Ralf Dujmovits is up to every Himalayan trick. For the last 25 years Germany’s most successful high altitude climber has been on the way on the highest mountains of the world. For him Mount Everest (the first ascent of the mountain 60 years ago will be celebrated in May) is an old acquaintance. In 1992 Ralf stood on the summit, 8850 meters high, in bad weather conditions. Above the South Col he used supplementary oxygen. It was the only one of the fourteen 8000-meter-peaks Ralf climbed with an oxygen-mask. The mountaineer from Bühl in the south of Germany feels this fact as a flaw that he wants to eliminate. In 2005, 2010 and 2012 Ralf tried to climb Everest without supplementary oxygen, three times he failed. But still he is flirting with another attempt. So it’s not surprising that Ralf talked about climbing „by fair means” – when I asked him for his statements for my Everest-60-pinboards (you can read and hear his words on the right side of the blog). 
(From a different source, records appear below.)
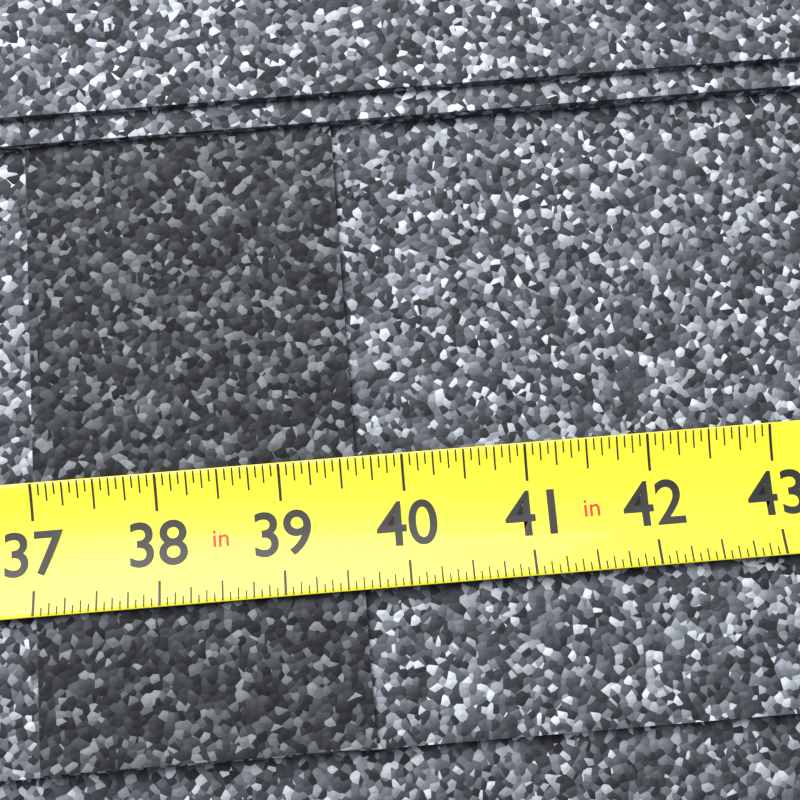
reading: 39.6250 in
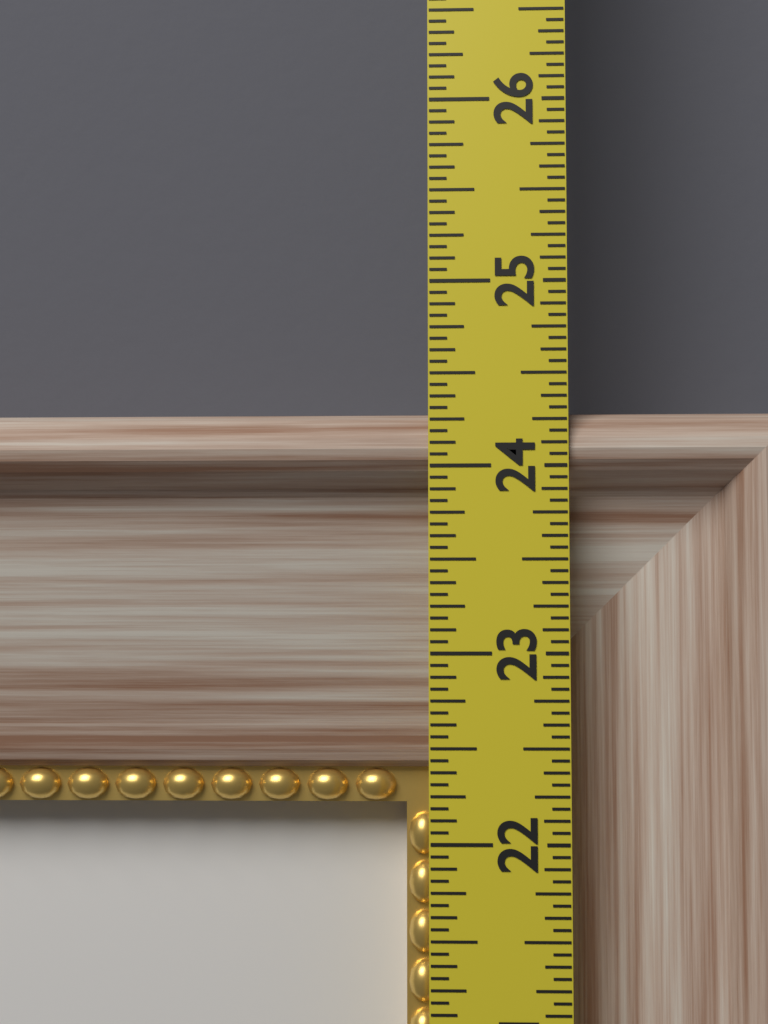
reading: 24.3125 in
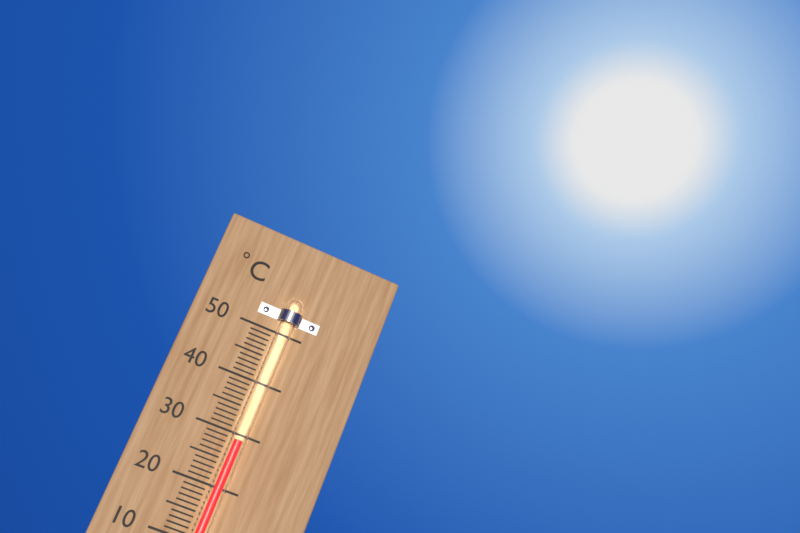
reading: 29 °C
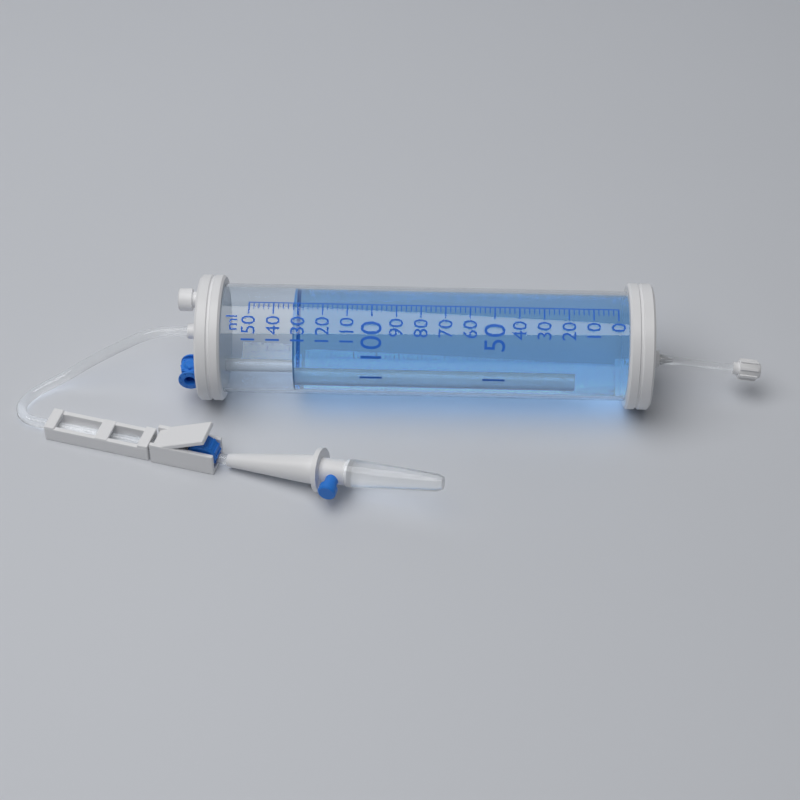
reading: 132 ml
As far as possible not on the normal route 

„Mount Everest has not changed. It’s the same big pile of stone, but also simply the highest mountain on earth”, Ralf said. „This explains the attractiveness for an incredible number of people and leads to the key issue: The mountain should be climbed by fair means.” That means without high porters, without fixed ropes, without supplementary oxygen and – according to Ralf – „as far as possible not on the normal routes”. Ralf also described a „light” version of climbing by fair means: “People who use supplementary oxygen should do this only above theSouth Coland should afterwards report about it honestly.” Exactly like he did in 1992. 

Not without experience

When he tried Everest last in spring 2012, Ralf was shocked looking at the long queue of climbers on the normal route and about the fact, that many of these tried their luck without having any climbing experience. For the 60th anniversary of the first ascent Ralf wishes Mount Everest, „that less people try to climb this mountain who actually do not belong there – and more who are able to make it on their own”. In 2013 Ralf will not visit Chomolungma. Together with his wife Gerlinde Kaltenbrunner he plans to climb in the mountains of Alaska.